About this EpisodeIn this episode, we explore how agency, authorship, and creativity have long been imagined in spatial terms—from ancient poets and muses to modern artists like Cézanne and Cindy Sherman. Drawing on philosophical, anthropological, and artistic accounts, this chapter unpacks the surprisingly persistent idea that the self must be "emptied" before it can be filled. Is agency something we possess—or something that possesses us?About this Series
Scripting for Agency: An Artistic Enquiry into Selfhood, Character and Agency in the Age of AI is a video lecture series based on Dr Katarina Ranković’s practice-based PhD in Fine Art at Goldsmiths, University of London.

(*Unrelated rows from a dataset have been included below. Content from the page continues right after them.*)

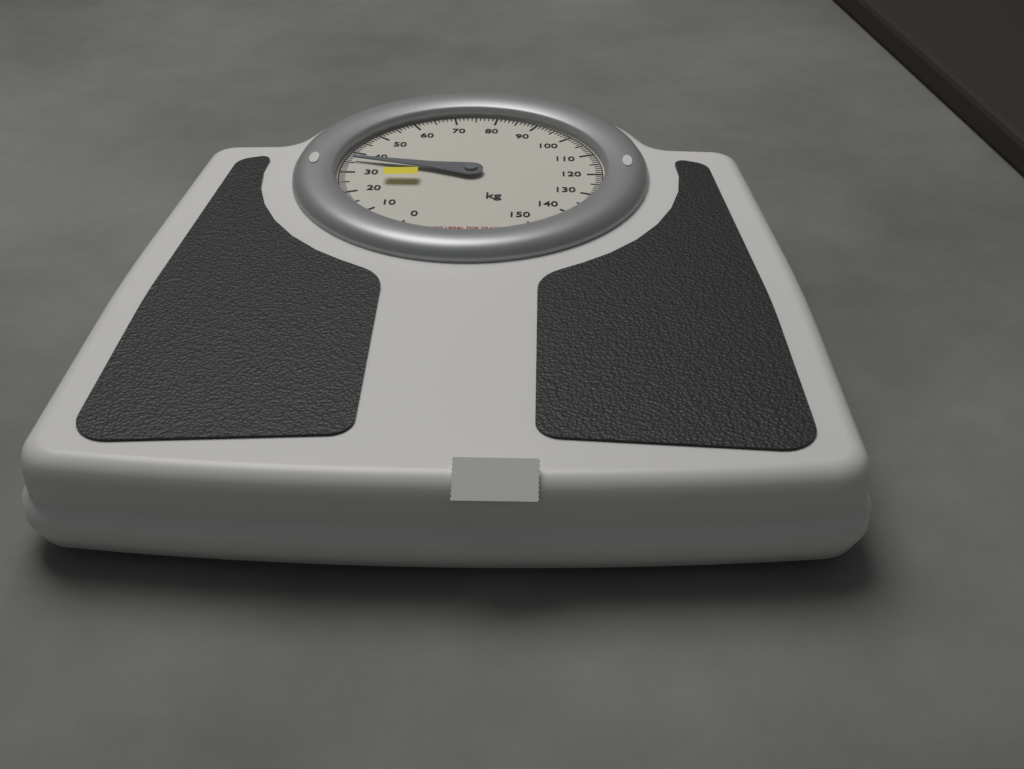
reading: 36 kg
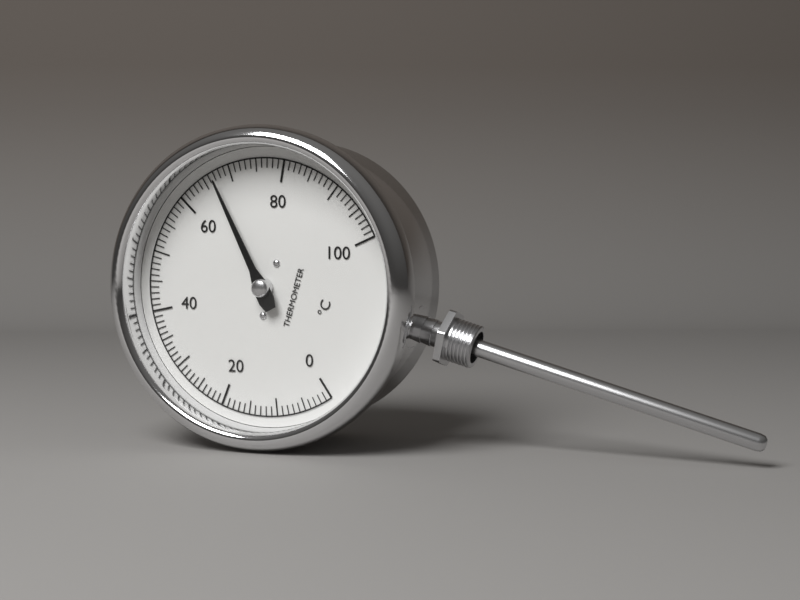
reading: 67 °C
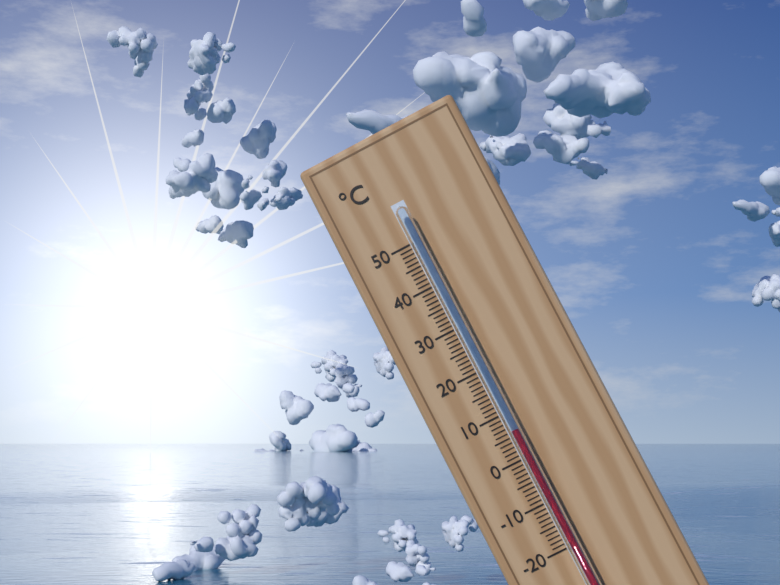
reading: 6 °C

Combining philosophy, performance, creative writing, and AI theory, the series explores how our understanding of the self shapes our personal lives, our politics, and our relationship to intelligent technologies.Links
Series Playlist: https://bit.ly/sfa-series
PhD thesis (PDF format): https://bit.ly/sfa-pdf
Thesis artworks: https://bit.ly/sfa-art
References
- Blanchot, Maurice. The Book to Come, trans. Charlotte Mandell. Stanford, CA: Stanford University Press, 2003.
- Burke, Sean. Authorship: From Plato to the Postmodern. Edinburgh: Edinburgh University Press, 1995.
- Deleuze, Gilles. Difference and Repetition, trans. Paul Patton. London: Continuum, 2001.
- Gell, Alfred. Art and Agency: An Anthropological Theory. Oxford: Clarendon Press, 1998.
- Lau, Heidi. “Heidi Lau’s Spirit Vessels.” Art21, uploaded 1 June 2022.
- Pamuk, Orhan. Snow, trans. Maureen Freely. London: Faber and Faber, 2004.
- Plato. Ion, in Authorship, ed. Sean Burke, 14–18.
- Sherman, Cindy. “Characters.” In The Essential Cindy Sherman, ed. Amanda Cruz et al., 173–75. New York: Harry N. Abrams, 1999.